2. Check out Clint Bolick's online debate with Duke law professor Laura Underkuffler about school vouchers. The most striking thing is that no fewer than four times, Bolick made the point that "[a]t the post-secondary level, students are free to use their aid at public, private, or religious schools. Your school, Duke University, probably couldn't survive if students could not use Pell Grants, the G.I. Bill, and other public funds to attend." His next-to-last comment said:
I'm sorry if I sound like a broken record, but you have refused to engage my point that the millions of dollars in K-12 school choice funds pale in comparison to the billions of dollars in post-secondary school choice funds. Most private and religious universities like Duke would have to close their doors if they were excluded from Pell Grants, the G.I. Bill, and other voucher-style funds. Is your salary as a Duke law professor the result of money laundering? Lest you experience on onrush of guilt, I assure you I don't see it that way. Because, once again, the use of such public funds at Duke University, or at Brigham Young University, or at Bruce Guadaloupe School in Milwaukee, is the result of private, genuinely independent choices. Food stamps, Medicare, charitable tax deductions, subsidized mortgages—it's all the same type of neutral aid, and in our free society we let individuals choose where to use it, even in religious institutions. Everywhere, that is, except in K-12 education.Underkuffler still refused to address that point in her next comment. Finally, in Bolick's last comment, he said:
I await your final submission with baited breath to see if you can go an entire week without responding to my repeated challenge about how we can have a postsecondary education system characterized by transportable student aid and a flourishing private and public sector, while the same system in K-12 education would result in religious jihads and the demise of public schools.In Underkuffler's final comment, she STILL refused to answer that point. (No wonder: There's no plausible or rational answer.)

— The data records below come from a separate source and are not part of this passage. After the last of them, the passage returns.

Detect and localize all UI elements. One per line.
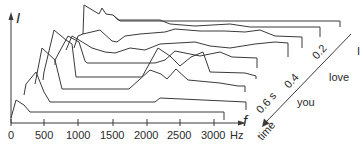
tick-label-3000: 3000 (201, 129, 225, 141)
word-love: love (329, 71, 349, 83)
tick-label-1500: 1500 (100, 129, 124, 141)
tick-label-2500: 2500 (167, 129, 191, 141)
time-tick-06: 0.6 s (254, 89, 279, 115)
chart-canvas: I f 0 500 1000 1500 2000 2500 3000 Hz (0, 0, 364, 146)
tick-label-500: 500 (35, 129, 53, 141)
frame-2-curve (35, 48, 245, 92)
spectral-frames (11, 5, 340, 120)
frame-1-curve (24, 72, 246, 110)
x-axis-title: f (243, 112, 249, 129)
tick-label-1000: 1000 (66, 129, 90, 141)
y-axis-title: I (16, 9, 20, 26)
waterfall-spectrogram-chart: I f 0 500 1000 1500 2000 2500 3000 Hz (0, 0, 364, 146)
time-axis-title: time (255, 119, 278, 142)
y-axis-arrow-icon (9, 12, 14, 20)
time-tick-02: 0.2 (310, 42, 329, 61)
frame-0-curve (11, 100, 224, 120)
time-tick-04: 0.4 (282, 71, 301, 90)
x-tick-labels: 0 500 1000 1500 2000 2500 3000 Hz (8, 129, 243, 141)
tick-label-2000: 2000 (134, 129, 158, 141)
x-unit-label: Hz (230, 129, 243, 141)
word-i: I (357, 45, 360, 57)
word-you: you (297, 96, 315, 108)
frame-5-curve (66, 36, 288, 57)
frame-6-curve (74, 29, 302, 48)
tick-label-0: 0 (8, 129, 14, 141)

You would think someone would at least make the argument that there's a difference between choices made by adults and those made for children. One could add to that by attempting to claim that K-12 education is about inculcating common culutural values and thus should be nearly identical for everything, whereas postsecondary education doesn't need to be. There are obvious nits to pick with those assertions, but it would be at least trying to respond.
ReplyDeleteI know that a number of states (a dozen or so?) bar theology and divinity students from receiving state financial aid (wasn't there a high-profile case in WA a couple years ago?), but that's not quite the same as barring financial aid to all students at accredited but religiously-affiliated colleges, which so far as I know no state does.
ReplyDeleteYou're quite right, Stuart: there is no principled argument for treating K-12 any differently from college in this matter. (Or rather, no really good principled argument. The best try I've seen was the line that kids are easily indoctrinated, while college students can think for themselves. Not a claim I'd want put to an empirical test if I were the one making the argument . . .
Oh, and there as I'm previewing comes John Thacker saying essentially the same thing. I think I'm fated to be redundant today.
The problem with this line to me as John phrases it is that if we were serious about "inculcating common cultural values," we'd be making public-school attendance mandatory, rather than letting anyone who can afford it opt for private schools or homeschooling. (I have a sneaking suspicion that if a couple of cases involving private schooling hadn't been worked into Griswold as parts of the "right to privacy," there are not a few people who would try to do something of the kind.) As it is, you can opt out of the "common culture" as thoroughly as you like, providing only that you can pay for it.
There was one college in Hillsdale, Michigan which did attempt to fight with the Feds over the meaning of accepting students who paid with Federal grants.
ReplyDeleteBasically, some Federal law said that all students receiving Federal aid had to report certain things to the US Dept. of Education about the makeup of the student body. There were other bureaucratic things associated with the claim. Hillsdale College looked through their "incoming funds" list, and quickly said, "we don't receive any Federal money."
The US DOE replied with, "Your students use Federal grants to pay for their education at Hillsdale College, ergo you do receive Federal money. Send us the paperwork."
After many years in the court system, the US Supreme Court ruled in favor of the US DOE. So Hillsdale College decided not to accept students receiving any kind of government-based aid.
At any rate, government money for students hasn't come "no-strings-attached", as has already been noted. But it also hasn't ruined the system, as noted.
There may indeed be a need for more uniformity among primary/secondary schools than among universities and colleges. However, there is already a large level of voluntary uniformity between colleges/universities in a particular field, enforced by accreditation agencies and market pressure.
Is there any way to put similar pressure on elementary/secondary education?
The best try I've seen was the line that kids are easily indoctrinated, while college students can think for themselves.
ReplyDeleteParents are supposed to be able to indoctrinate their kids in a particular educational system, if they wish to do so. It's considered a fundamental right, per Sisters of Mercy.